(Task to carry out):
Please print exactly the lines from the one containing "The width and" through the last line of the records, and only those. Leave out any pictures.

(Material to process):
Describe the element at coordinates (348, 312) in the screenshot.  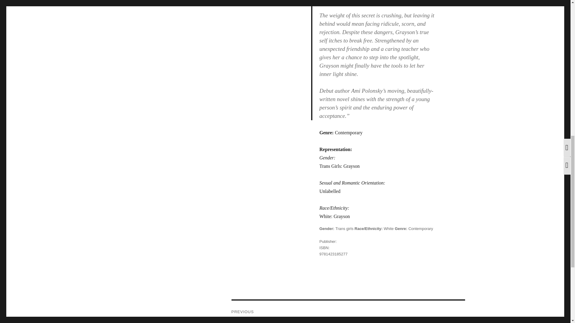
I see `Trans girls` at that location.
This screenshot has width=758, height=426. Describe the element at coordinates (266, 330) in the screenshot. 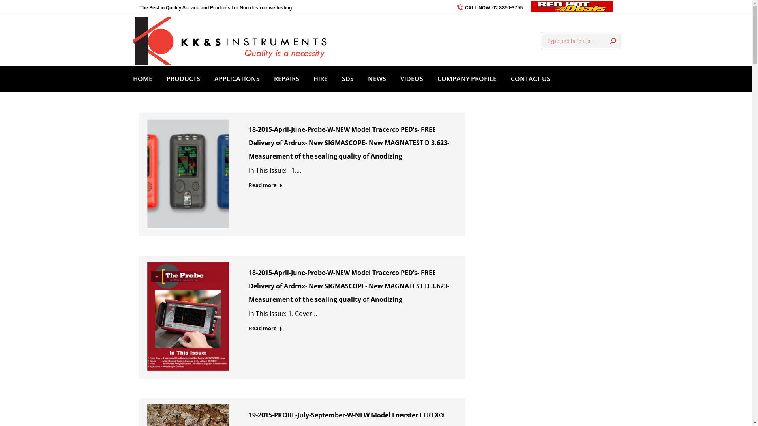

I see `Read more` at that location.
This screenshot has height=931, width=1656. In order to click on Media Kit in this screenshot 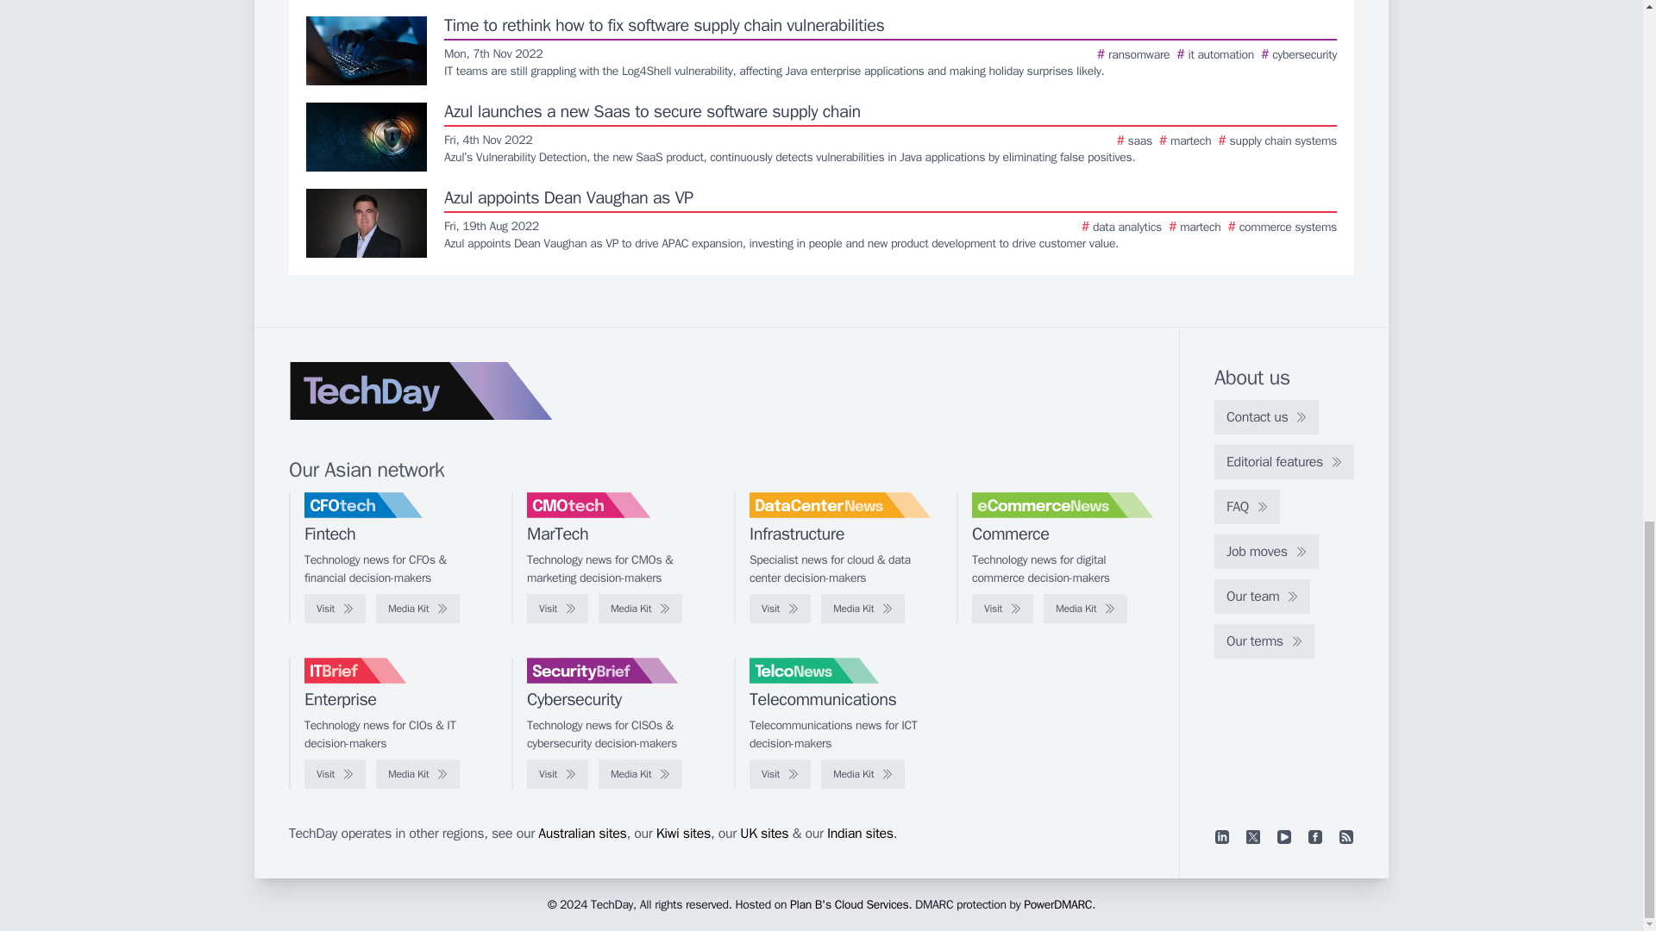, I will do `click(862, 774)`.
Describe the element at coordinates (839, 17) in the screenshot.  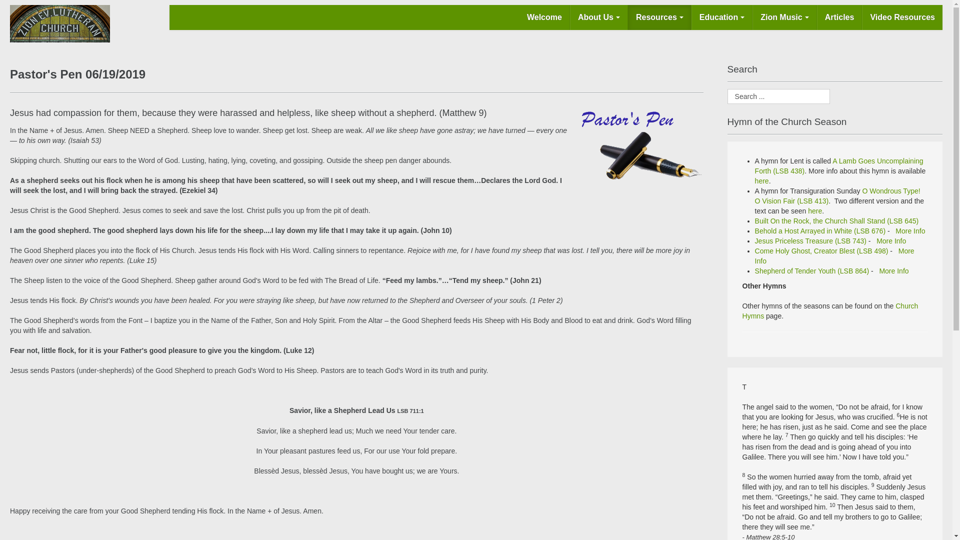
I see `Articles` at that location.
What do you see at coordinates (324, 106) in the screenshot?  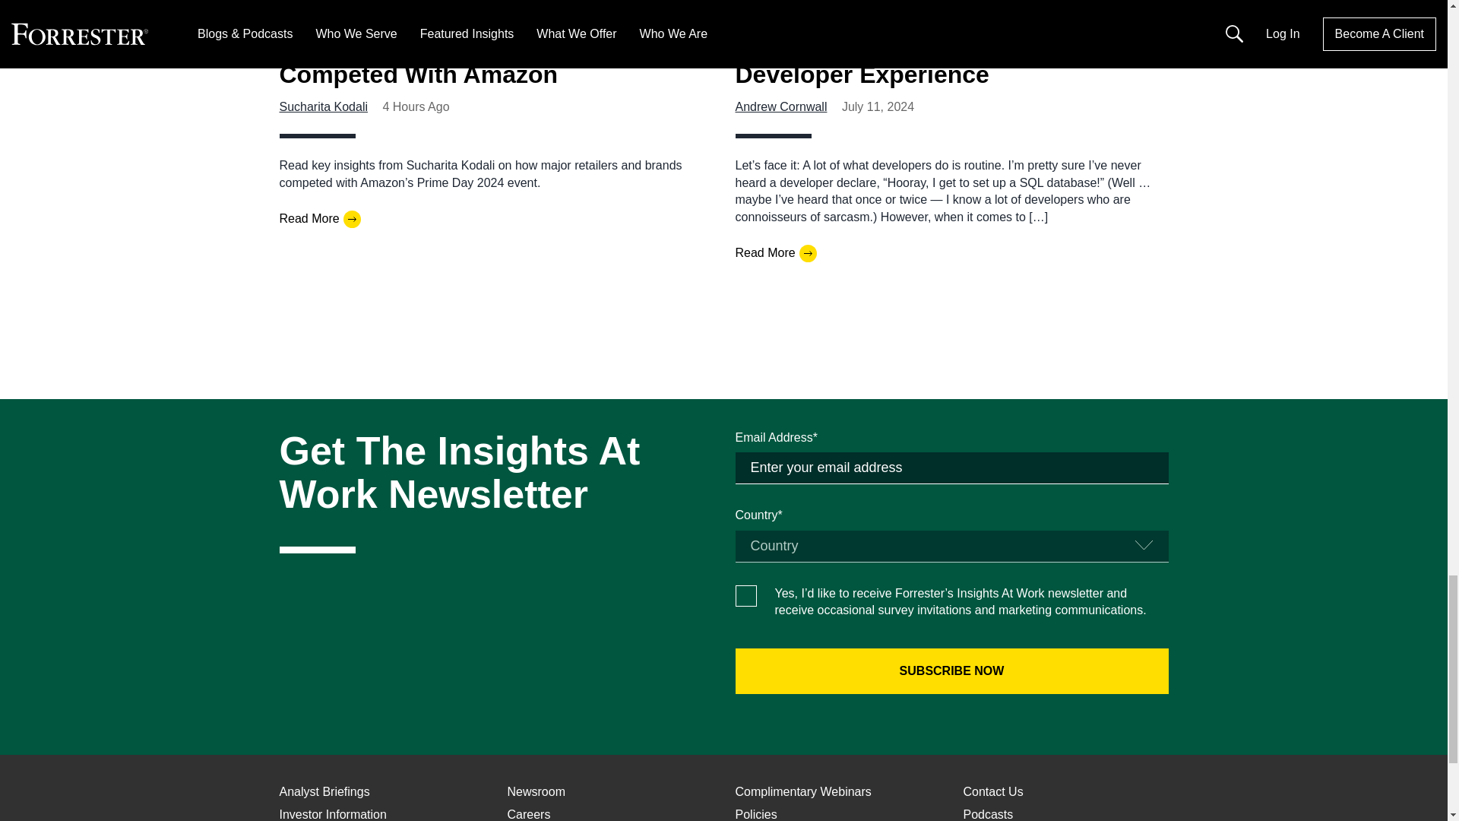 I see `Sucharita Kodali` at bounding box center [324, 106].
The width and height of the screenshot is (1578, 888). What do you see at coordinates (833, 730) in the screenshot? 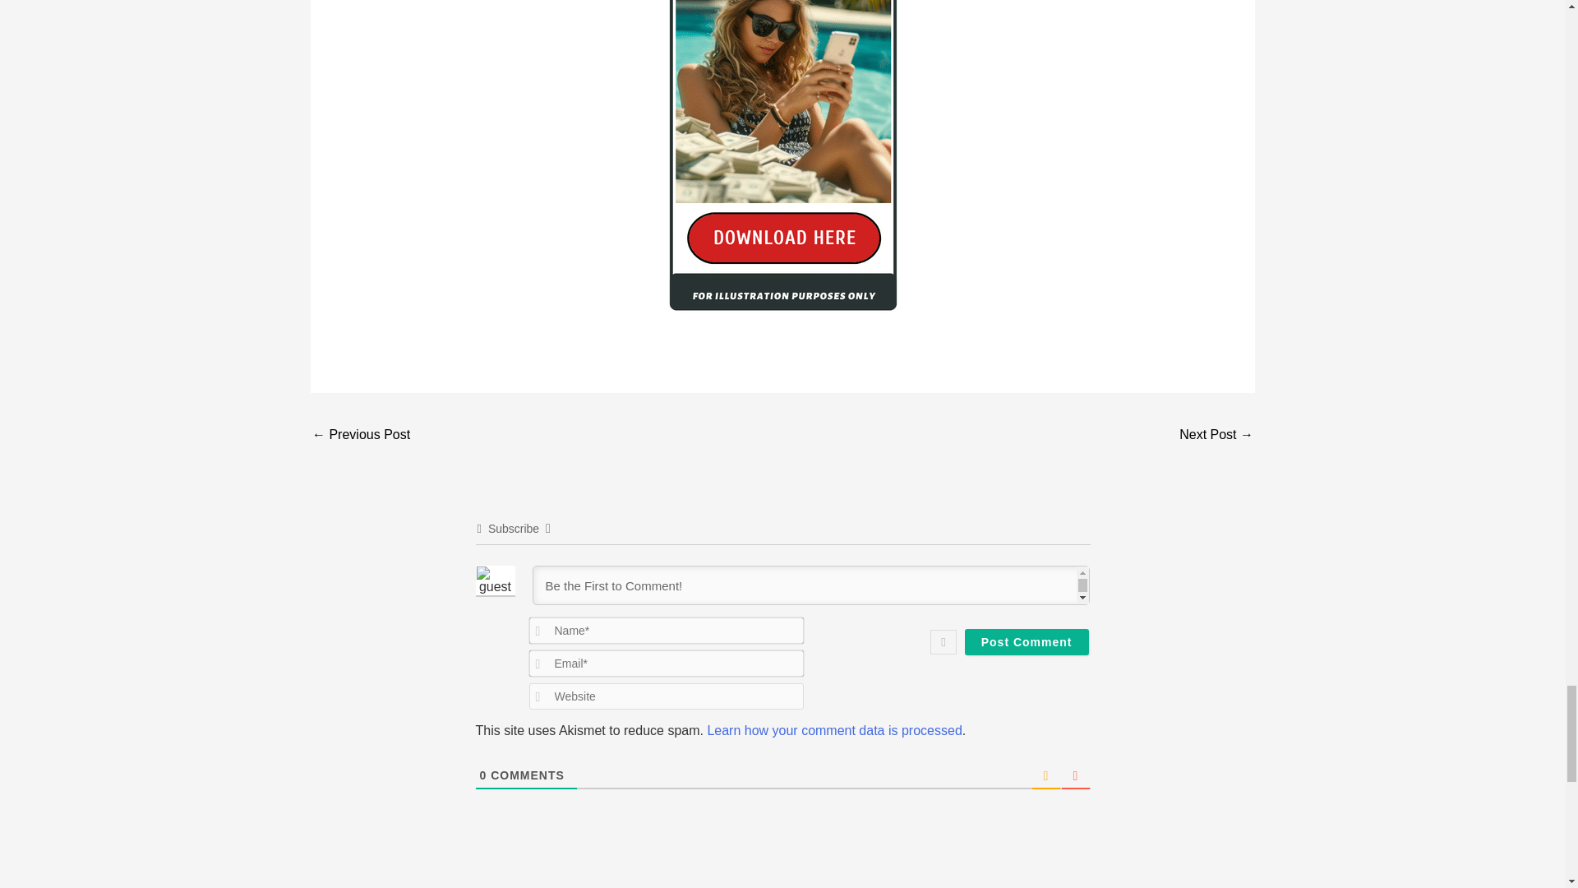
I see `Learn how your comment data is processed` at bounding box center [833, 730].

(Response to this task):
The width and height of the screenshot is (1578, 888). What do you see at coordinates (833, 730) in the screenshot? 
I see `Learn how your comment data is processed` at bounding box center [833, 730].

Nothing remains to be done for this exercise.